MOSCOW (Sputnik) — On Friday, an individual identified as local resident Yassin Salhi, caused an explosion by driving a car into a warehouse filled with canisters containing gas at a US-owned gas factory near France's second-largest city of Lyon.
A decapitated body and an Islamist flag were found by the investigators at the scene of the incident. A man's head was recovered nearby, covered with Arabic inscriptions.
"Yassine S. had established ties with Salafi movement of Lyon," Francois Molins, the Paris prosecutor, said later in the day at a press conference.
He added that the suspect was the subject of an arrest warrant between 2006 and 2008 due to the ties with radical Islamists. According to the official, between 2011 and 2014, Yassin Salhi was under intelligence service surveillance.
The attack triggered an active political discussion inside the country, still on high terror alert after the deadly January Charlie Hebdo attack in Paris.
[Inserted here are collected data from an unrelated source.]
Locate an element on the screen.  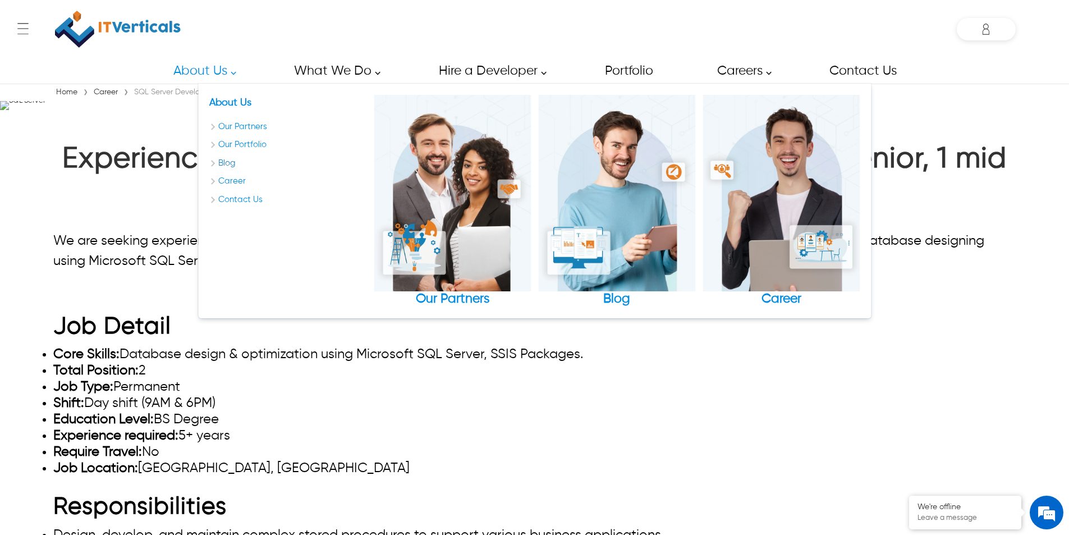
img: IT Verticals Inc is located at coordinates (118, 29).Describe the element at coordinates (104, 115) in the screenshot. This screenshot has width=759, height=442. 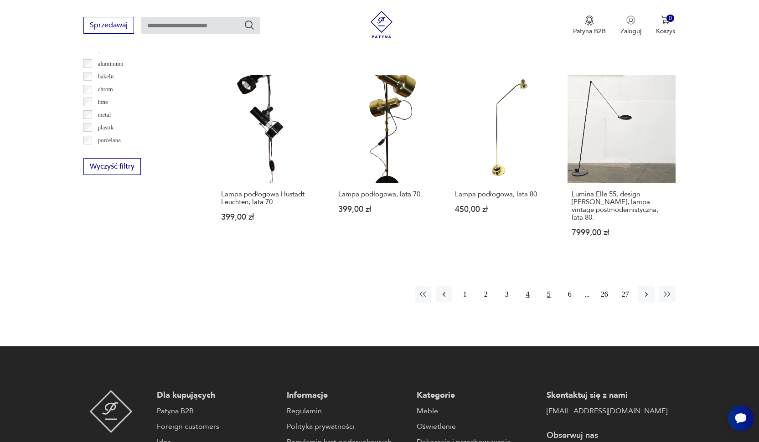
I see `p: metal` at that location.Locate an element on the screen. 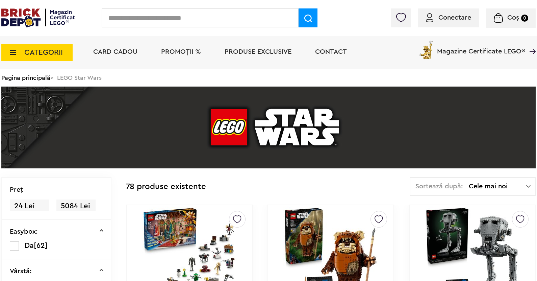 Image resolution: width=537 pixels, height=281 pixels. span: Produse exclusive is located at coordinates (258, 52).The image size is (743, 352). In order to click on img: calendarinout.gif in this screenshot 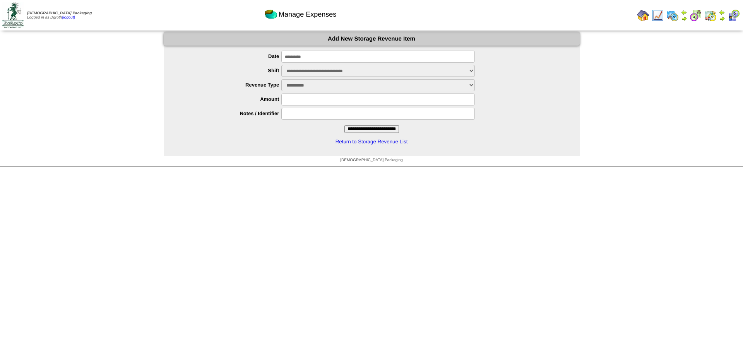, I will do `click(710, 15)`.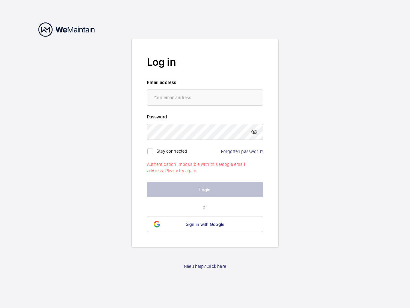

“France faces an extremely high risk of terrorism,” French Minister of the Interior Bernard Cazeneuve said Friday on local television.
The leader of France's right-wing National Front party Marine Le Pen stressed that marches, slogans and declarations must "give way to action" to stop Islamic fundamentalism.
"Nothing has been done for years against Islamic fundamentalism… [I call for] firm and strong measures taken immediately to defeat Islamism," Le Pen, the leader of the third-largest political party in France, said in a statement following the assault.
President Francois Hollande stressed that France "will never give in to fear." He added that the country will protect its values, fighting to eradicate those responsible for such acts.